Monday, December 29, 2008

Cannonball Read #13: The Amazing Adventures of Kavalier and Clay, by Michael Chabon

After I put down The Amazing Adventures of Kavalier and Clay, I stopped reading for three days. I needed time not only to process the huge expanse of intricate detail that I'd finished, but also to recover from the emotional strain of the story.


We talk a lot about heroes and heroism in our society, and normally, we divide these topics into small packets of specificity. Heroes like firemen are kept separate from Superman and Batman, and both are in turn are split off from the single mom making it work on one paycheck types of heroes. Still, the same kinds of things lead us to identify certain people as heroes, whether they are the rubber, spandex or sweatpant wearing kind...honor, valor, empathy, morality. In literature, you often find adherence to one type or the other, with the occasional nod towards a blending of type in the form of stories about the Everyday Lives of Superheroes. In my experience, it's fairly unusual to find multiple types of heroism tackled successfully with true depth in the same work, but in Kavalier & Clay, Chabon somewhat miraculously pulls this off. To a certain extent, the entire book is comprised of tiny moments of heroism, be they personal or selfless, appearing from all corners of the rich, golden New York that serves as the stage. It's a little bit like cracking open a pomegranate for the first time; from the somewhat grotty exterior, you'd never guess that you would find so many tiny, luminous pips inside, each one catching the sun and holding the opportunity for growth. The story of Kavalier and Clay is not always cheerful - in retrospect, the bare bones of the plot are generally fairly depressing - but the moments that Chabon describes to tell it are what buoys it all up, full of light and good. This is a story about all kinds of heroes, even the grubby ones who fuck up sometimes.

I wish I had the vocabulary to describe the plot in enough detail you to see how wonderful it is without giving it all away, but I don't, so I'm not going to try. I'll throw out a brief overview, but seriously...you have to read this book. Make it your one giant book of 2009. Make it your holiday reading. Take it on a trip. Just don't pass it by. I promise it will be worth it.

The story follows two young boys as they grow up...American Sammy Clay, and his immigrant Jewish cousin, Joe Kavalier. Joe has escaped Nazi forces by the skin of his teeth, and the two boys forge an immediate bond. Joe's artistic skills are exceptional, and thanks to Sammy's boldness and storytelling skills, the two wind up drawing comic books for a sort of benignly unsavory businessman. Their work in comic books ushers them into a fantastic life more or less by chance, and from there, they meet all sorts of people, including the future loves of their lives. A number of threads wrap and weave around the core of Joe and Sammy's maturation...Joe's dedication to bringing his family to the US, Sammy's social anxiety, Joe's violent internal struggle against the German enemy, the genesis of the comic book industry and the boys' part in it. Eventually, the boys begin to grow apart, until a horrible accident cuts their ties entirely, and Joe more or less falls off the face of the Earth. Thanks to Chabon's skill, the reader is able to follow both sections of the story after this split, never losing track of either one. After this separation, the growth of the two men continues, seemingly separate but never too far apart. The ending is...frustratingly perfect. There is no perfect ending for this story. Just like all of our lives, there's simply too much going on for any pat ending to make any kind of sense at all. But the ending that is written is exactly as happy and exactly as fitting as reality could ever allow, and it is simply stunning.

You can't really discuss this without talking about the author's prodigious skill. There is a lot of crap out there, and there's even a lot of very absorbing crap. I think this pares down our hunger for complex, well-written literature, and encourages us to settle for less. Michael Chabon is quite simply not having any part of that. Not only is his style wildly expressive and tonally impeccable, but his vocabulary and mastery of the English language is a cut above almost every piece of modern literature in recent memory. The writing is everything at once - stately, exuberant, mournful, precise - and it is an absolute goddamn joy to read. This book is so many different things that it's useless to even try picking one. It's at least five different kinds of love story, a sweeping history of the Golden Age of comic books, an account of the impact of Hitler's Germany on expatriates before, during and after World War I, an examination of the social pressure on homosexuals in the 1940s (ugh, in a word), a story about the weirdness and discomfort of war, a book about children, art, music, religion. The real magic is in the way Chabon manages to juggle all of these topics, each of which has had reams of paper printed up on it in its own right, and interweave them so skillfully. I found it truly exciting to find small threads of previous pages picked up carefully throughout the work, used as little emotional indicators to ping the reader and emphasize a moment. This is truly the product of a brilliant mind. I would give anything to be able to write like Michael Chabon.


* ACTIVITY
Return the listing below unchanged, but without pictures.

* SOURCE DATA

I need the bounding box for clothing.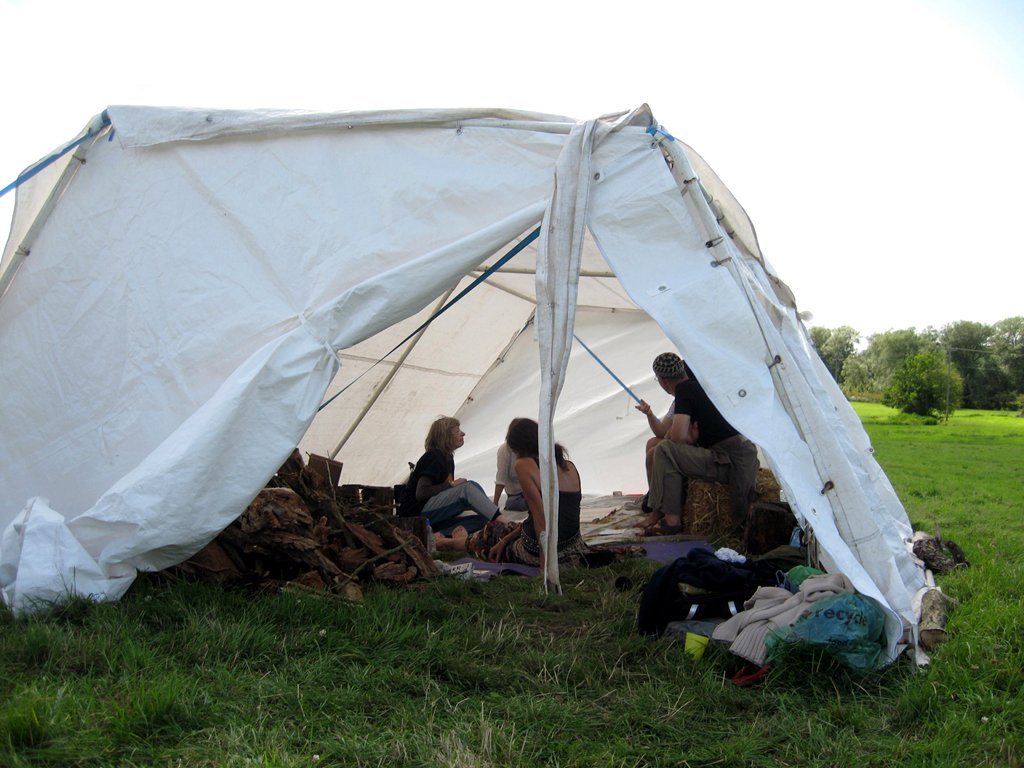
Here it is: <box>389,418,490,573</box>.
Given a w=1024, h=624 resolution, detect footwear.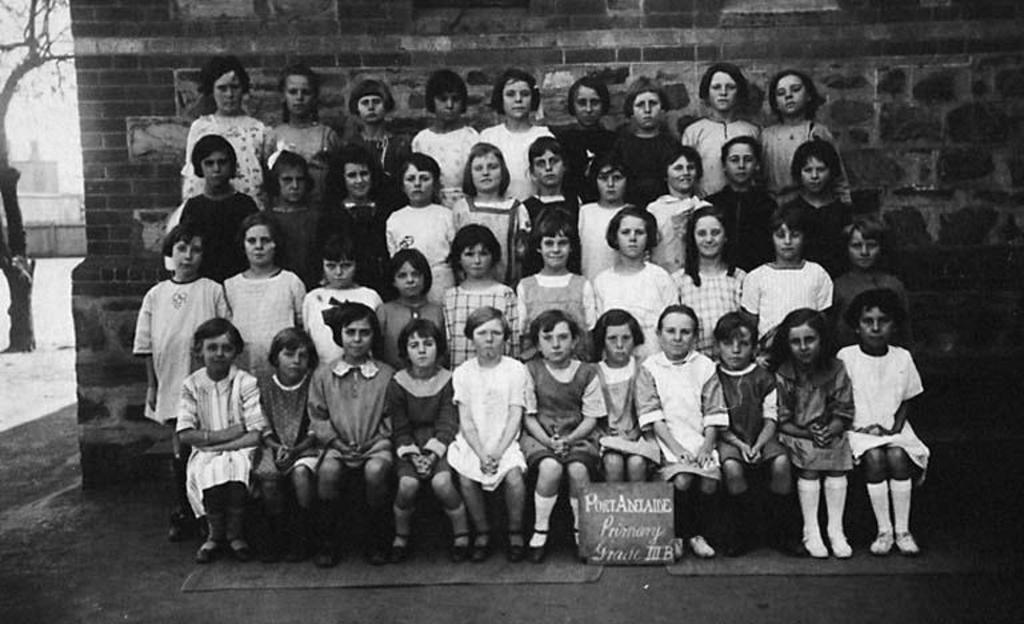
l=264, t=527, r=281, b=567.
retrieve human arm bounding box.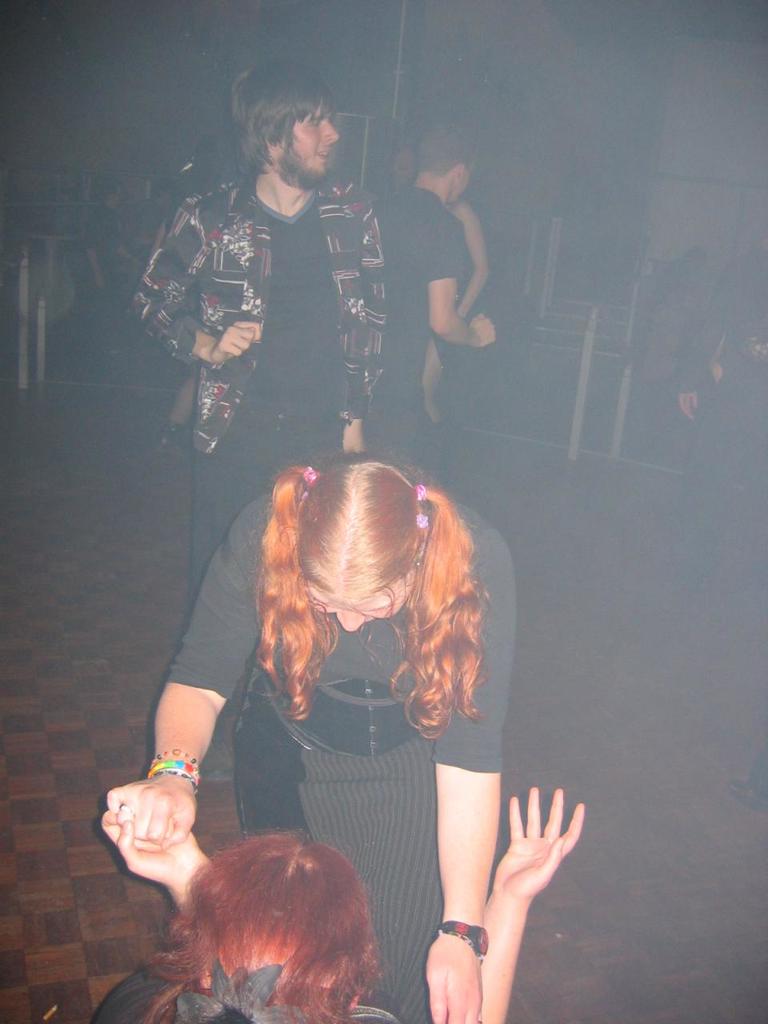
Bounding box: (462,774,586,1023).
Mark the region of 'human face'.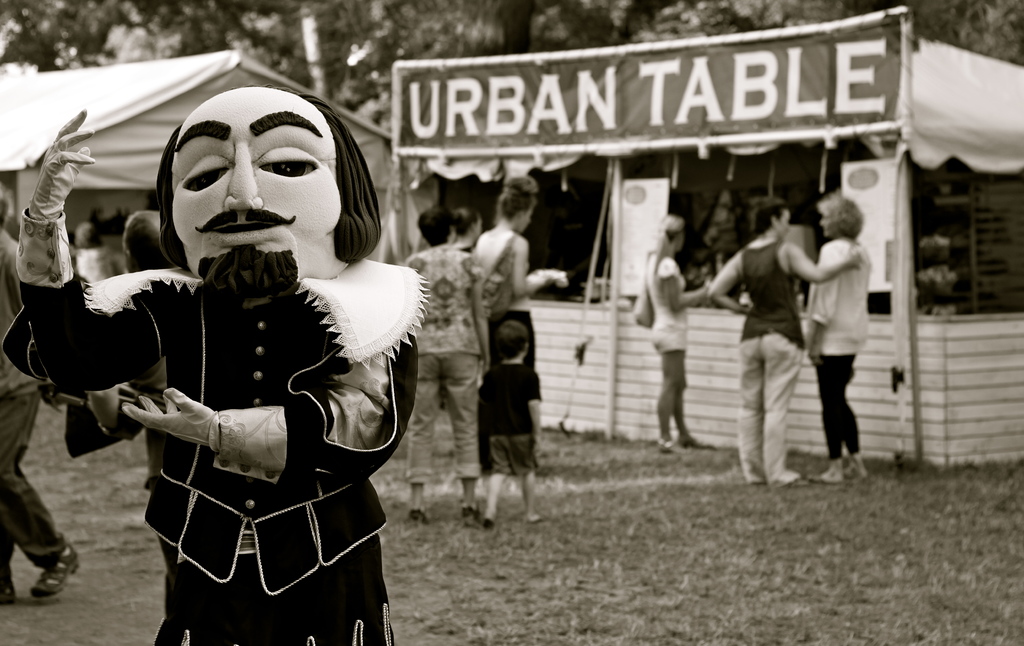
Region: rect(821, 213, 833, 238).
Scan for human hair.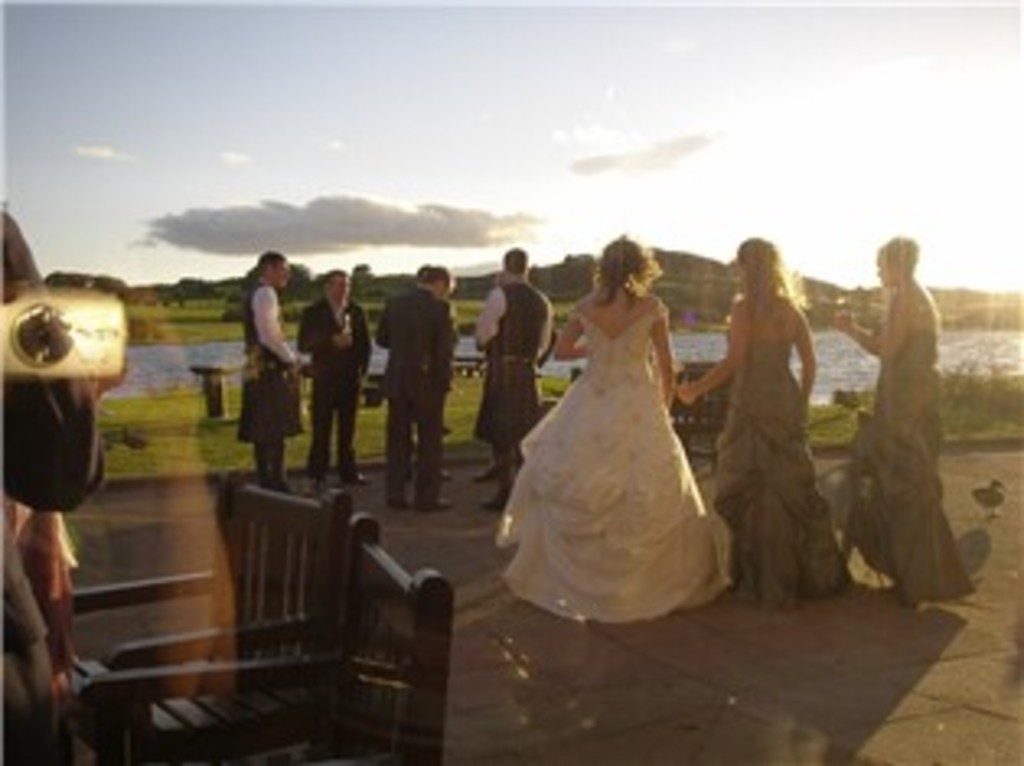
Scan result: [326, 271, 352, 290].
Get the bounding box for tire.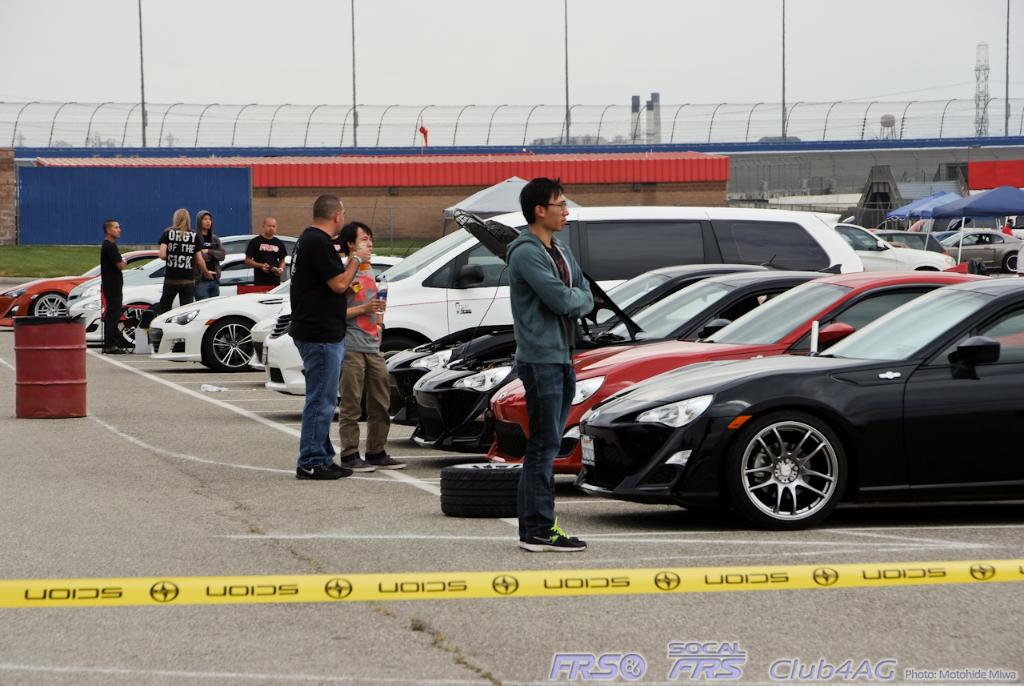
locate(29, 291, 69, 314).
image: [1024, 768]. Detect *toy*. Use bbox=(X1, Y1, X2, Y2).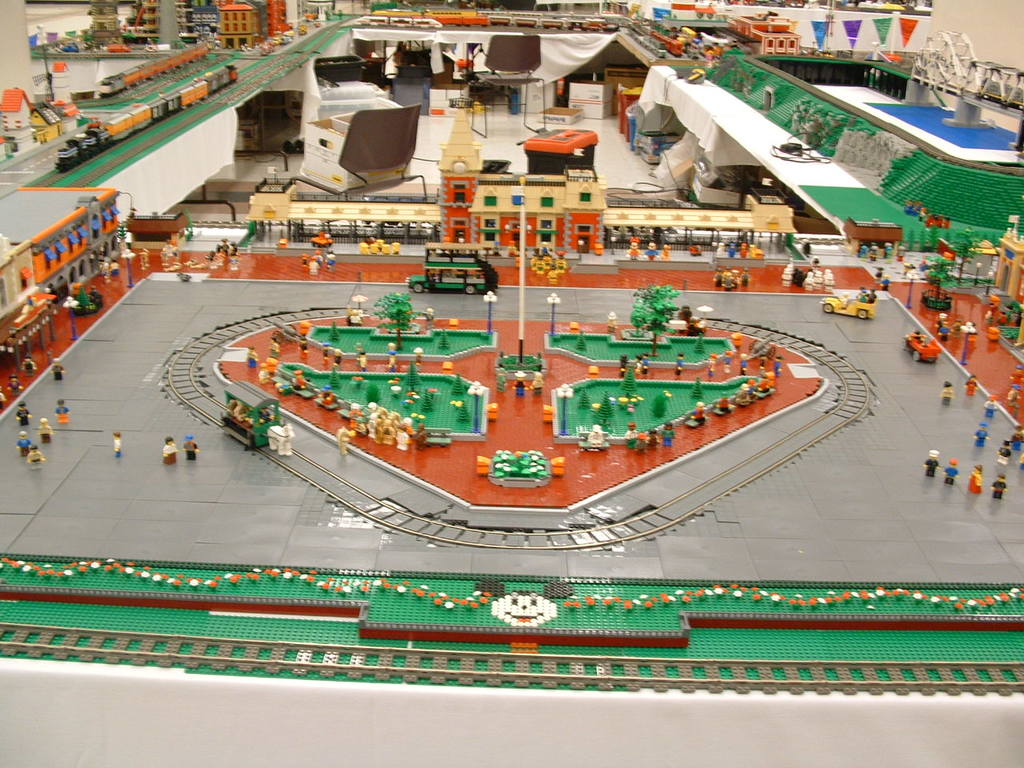
bbox=(180, 434, 201, 454).
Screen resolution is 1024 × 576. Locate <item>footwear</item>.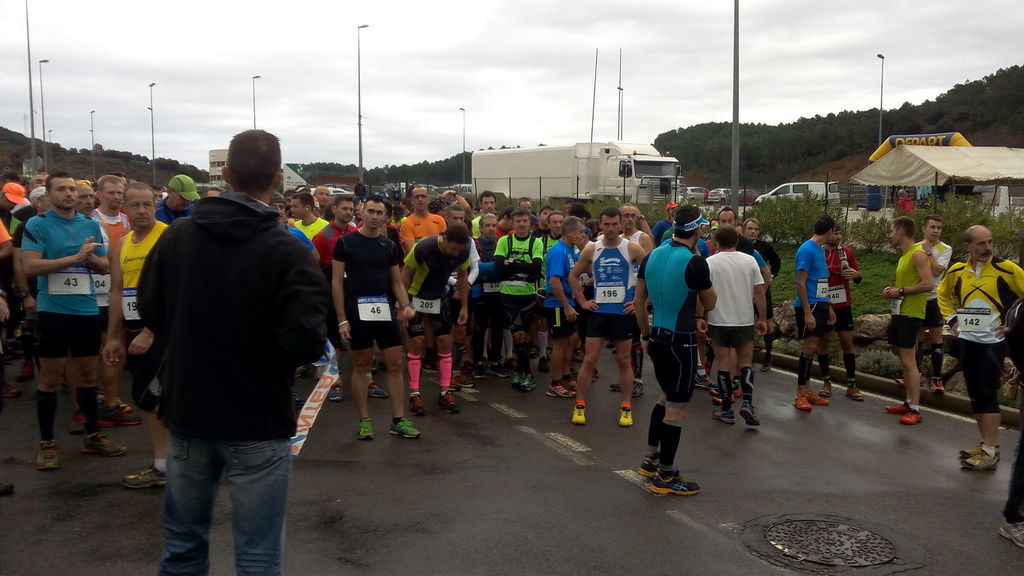
BBox(475, 363, 506, 377).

* EXERCISE OUTPUT
I need the bounding box for clothing.
Here it is: <box>389,418,490,573</box>.
Given a w=1024, h=624 resolution, detect footwear.
l=264, t=527, r=281, b=567.
retrieve human arm bounding box.
Bounding box: (462,774,586,1023).
Mark the region of 'human face'.
Region: rect(821, 213, 833, 238).
Scan for human hair.
Scan result: [326, 271, 352, 290].
Get the bounding box for tire.
locate(29, 291, 69, 314).
image: [1024, 768]. Detect *toy*. Use bbox=(X1, Y1, X2, Y2).
bbox=(180, 434, 201, 454).
Screen resolution is 1024 × 576. Locate <item>footwear</item>.
BBox(475, 363, 506, 377).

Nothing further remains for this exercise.